The poll of the world's leading public intellectuals, organised by the editors of Prospect and Foreign Policy, should generate plenty of debate. I'd have preferred to see the arch-contrarian Thomas Sowell get the nod ahead of Henry Louis Gates, but so long as Eric Hobsbawm doesn't come anywhere near the top of the readers' choices, I won't have any complaints.
UPDATE: Oliver Kamm feels much the same way:
Hobsbawm has rarely missed an opportunity even after communism’s demise to obfuscate its record...
I was pleasantly surprised to see one of my favorite contemporary thinkers, Alain Finkielkraut, to be on the list at all.

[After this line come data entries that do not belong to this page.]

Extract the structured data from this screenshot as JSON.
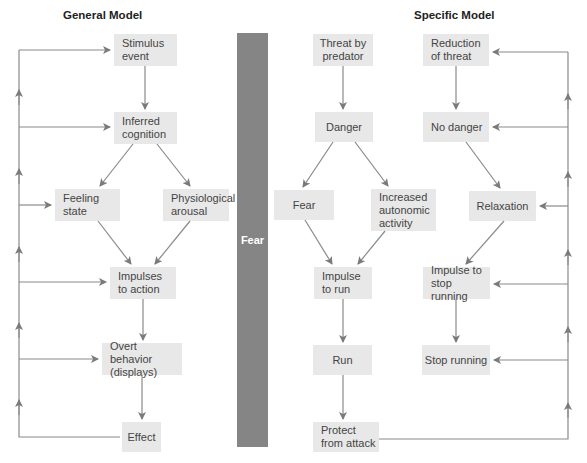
{
  "diagram": {
    "general_model": {
      "title": "General Model",
      "nodes": [
        {
          "id": "stimulus",
          "label": "Stimulus\nevent"
        },
        {
          "id": "cognition",
          "label": "Inferred\ncognition"
        },
        {
          "id": "feeling",
          "label": "Feeling\nstate"
        },
        {
          "id": "arousal",
          "label": "Physiological\narousal"
        },
        {
          "id": "impulses",
          "label": "Impulses\nto action"
        },
        {
          "id": "behavior",
          "label": "Overt behavior\n(displays)"
        },
        {
          "id": "effect",
          "label": "Effect"
        }
      ]
    },
    "center_bar": {
      "label": "Fear",
      "color": "#858585"
    },
    "specific_model": {
      "title": "Specific Model",
      "nodes": [
        {
          "id": "threat",
          "label": "Threat by\npredator"
        },
        {
          "id": "danger",
          "label": "Danger"
        },
        {
          "id": "fear",
          "label": "Fear"
        },
        {
          "id": "autonomic",
          "label": "Increased\nautonomic\nactivity"
        },
        {
          "id": "impulse_run",
          "label": "Impulse\nto run"
        },
        {
          "id": "run",
          "label": "Run"
        },
        {
          "id": "protect",
          "label": "Protect\nfrom attack"
        },
        {
          "id": "reduction",
          "label": "Reduction\nof threat"
        },
        {
          "id": "no_danger",
          "label": "No danger"
        },
        {
          "id": "relaxation",
          "label": "Relaxation"
        },
        {
          "id": "impulse_stop",
          "label": "Impulse to\nstop running"
        },
        {
          "id": "stop",
          "label": "Stop running"
        }
      ]
    },
    "colors": {
      "box_fill": "#e8e8e8",
      "arrow": "#7a7a7a",
      "bar": "#858585"
    }
  }
}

Posted by: j. dyer | Thursday, September 22, 2005 at 03:05 PM
For those unfamiliar with Finkielkraut's thought here is a very brief summary of his forthcoming book in French:
http://www.signandsight.com/
Le point, 15.09.2005 (France)
French philosopher Alain Finkielkraut has taught the history of thought at the Ecole Polytechnique in Paris for twenty-seven years. Now he has published a volume with four series of lectures entitled "Nous autres, modernes" (Editions Ellipses). The magazine publishes excerpts from two of them, on the "Use of the World", and the question "Why schools should be conservative", dealing above all with the thinking of Hannah Arendt. "In her entire work, Hannah Arendt always insisted on the connection between the integration of the new and the preservation of the world. The schools, to the extent that they teach autonomy, seem to her to be the most holy element in this fragile alliance. 'Schools must be conservative in order to preserve the new and the revolutionary in every child.' Emancipation is not possible if you simply ride the course of time, but only by taking the detour through the overarching sign of humanity, which can be read in the works of culture. As the masters of the Renaissance said, in Cicero's school you learn how to be yourself, not Cicero."
Posted by: j. dyer | Friday, September 23, 2005 at 06:39 AM
Thanks. I must add Sign & Sight to the media links. I used to have it on my old blog.